Hybrid institutions and governance

The term ‘hybrid institution’ is not yet well-established or clearly defined in academic literature. German and Keller possibly introduced the term in 2009, describing it as "an institutional arrangement governing the interdependencies among discrete property holders and regimes".[1] Abbot and Faude have suggested more recently that most areas in world politics today are governed "neither by individual institutions nor by regime complexes composed of formal interstate institutions. Rather, they are governed by “hybrid institutional complexes” comprising heterogeneous interstate, infra-state, public–private and private transnational institutions, formal and informal."[2] Whether they are anything more than euphemisms for public-private partnerships, which are nothing new, is yet to be firmly established.

  1. ^ German, Laura; Keeler, Andrew (2009-09-25). ""Hybrid institutions": Applications of common property theory beyond discrete tenure regimes". International Journal of the Commons. 4 (1): 571. doi:10.18352/ijc.108. hdl:10535/988. ISSN 1875-0281. S2CID 154170724.
  2. ^ Abbott, Kenneth W.; Faude, Benjamin (2022-04-01). "Hybrid institutional complexes in global governance". The Review of International Organizations. 17 (2): 263–291. doi:10.1007/s11558-021-09431-3. ISSN 1559-744X. PMC 8149577. PMID 35722451.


* _WORK TASK_
Each line of the listing that includes "Databases" should be reported.

* _DATA_
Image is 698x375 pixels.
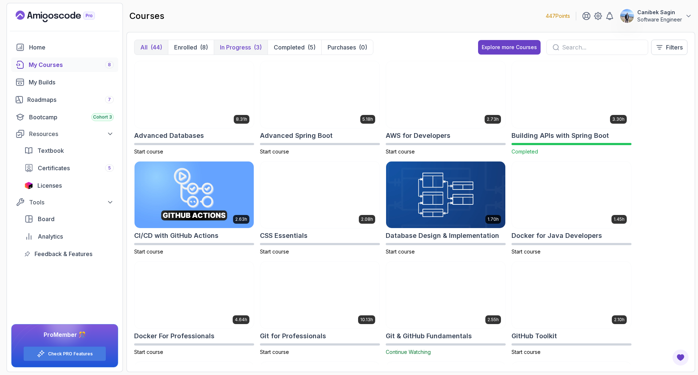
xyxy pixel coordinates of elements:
button: Completed(5) [267,40,321,54]
p: In Progress [220,43,251,52]
button: All(44) [134,40,168,54]
span: 5 [108,165,111,171]
button: Enrolled(8) [168,40,214,54]
p: 1.70h [487,216,498,222]
h2: Git & GitHub Fundamentals [385,331,472,341]
p: 3.30h [612,116,624,122]
a: builds [11,75,118,89]
a: analytics [20,229,118,243]
img: AWS for Developers card [386,61,505,128]
img: Git & GitHub Fundamentals card [386,261,505,328]
div: Tools [29,198,114,206]
div: Explore more Courses [481,44,537,51]
h2: CI/CD with GitHub Actions [134,230,218,240]
img: jetbrains icon [24,182,33,189]
a: feedback [20,246,118,261]
p: All [140,43,147,52]
div: (5) [307,43,315,52]
h2: Docker For Professionals [134,331,214,341]
span: Start course [260,148,289,154]
span: Start course [260,248,289,254]
div: (44) [150,43,162,52]
a: Git & GitHub Fundamentals card2.55hGit & GitHub FundamentalsContinue Watching [385,261,505,355]
span: 8 [108,62,111,68]
button: In Progress(3) [214,40,267,54]
span: Start course [511,348,540,355]
h2: Database Design & Implementation [385,230,499,240]
img: GitHub Toolkit card [512,261,631,328]
a: Check PRO Features [48,351,93,356]
img: CI/CD with GitHub Actions card [134,161,254,228]
span: Continue Watching [385,348,430,355]
h2: Docker for Java Developers [511,230,602,240]
h2: AWS for Developers [385,130,450,141]
button: Open Feedback Button [671,348,689,366]
div: Roadmaps [27,95,114,104]
img: user profile image [620,9,634,23]
span: 7 [108,97,111,102]
a: courses [11,57,118,72]
button: Filters [651,40,687,55]
span: Analytics [38,232,63,240]
p: Filters [666,43,682,52]
p: Canibek Sagin [637,9,682,16]
div: (8) [200,43,208,52]
span: Start course [511,248,540,254]
p: 1.45h [613,216,624,222]
a: licenses [20,178,118,193]
h2: Git for Professionals [260,331,326,341]
div: Resources [29,129,114,138]
button: Tools [11,195,118,209]
img: Database Design & Implementation card [386,161,505,228]
p: 2.63h [235,216,247,222]
a: board [20,211,118,226]
input: Search... [562,43,642,52]
a: textbook [20,143,118,158]
p: 5.18h [362,116,373,122]
div: Home [29,43,114,52]
h2: Advanced Databases [134,130,204,141]
p: 10.13h [360,316,373,322]
p: 2.08h [361,216,373,222]
div: My Builds [29,78,114,86]
span: Board [38,214,54,223]
img: Docker for Java Developers card [512,161,631,228]
p: 447 Points [545,12,570,20]
p: 2.10h [614,316,624,322]
span: Certificates [38,163,70,172]
span: Completed [511,148,538,154]
h2: courses [129,10,164,22]
img: CSS Essentials card [260,161,379,228]
p: 4.64h [235,316,247,322]
h2: Building APIs with Spring Boot [511,130,609,141]
p: 2.55h [487,316,498,322]
button: Resources [11,127,118,140]
a: bootcamp [11,110,118,124]
span: Start course [134,348,163,355]
a: Building APIs with Spring Boot card3.30hBuilding APIs with Spring BootCompleted [511,61,631,155]
div: Bootcamp [29,113,114,121]
h2: CSS Essentials [260,230,307,240]
p: Software Engineer [637,16,682,23]
button: Check PRO Features [23,346,106,361]
button: Purchases(0) [321,40,373,54]
img: Advanced Databases card [134,61,254,128]
a: home [11,40,118,54]
button: Explore more Courses [478,40,540,54]
a: certificates [20,161,118,175]
div: My Courses [29,60,114,69]
p: Enrolled [174,43,197,52]
span: Licenses [37,181,62,190]
a: roadmaps [11,92,118,107]
p: Completed [274,43,304,52]
h2: Advanced Spring Boot [260,130,332,141]
div: (0) [359,43,367,52]
a: Landing page [16,11,112,22]
p: 8.31h [236,116,247,122]
div: (3) [254,43,262,52]
img: Git for Professionals card [260,261,379,328]
img: Building APIs with Spring Boot card [512,61,631,128]
p: Purchases [327,43,356,52]
img: Docker For Professionals card [134,261,254,328]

* _SOLUTION_
h2: Advanced Databases [134,130,204,141]
img: Advanced Databases card [134,61,254,128]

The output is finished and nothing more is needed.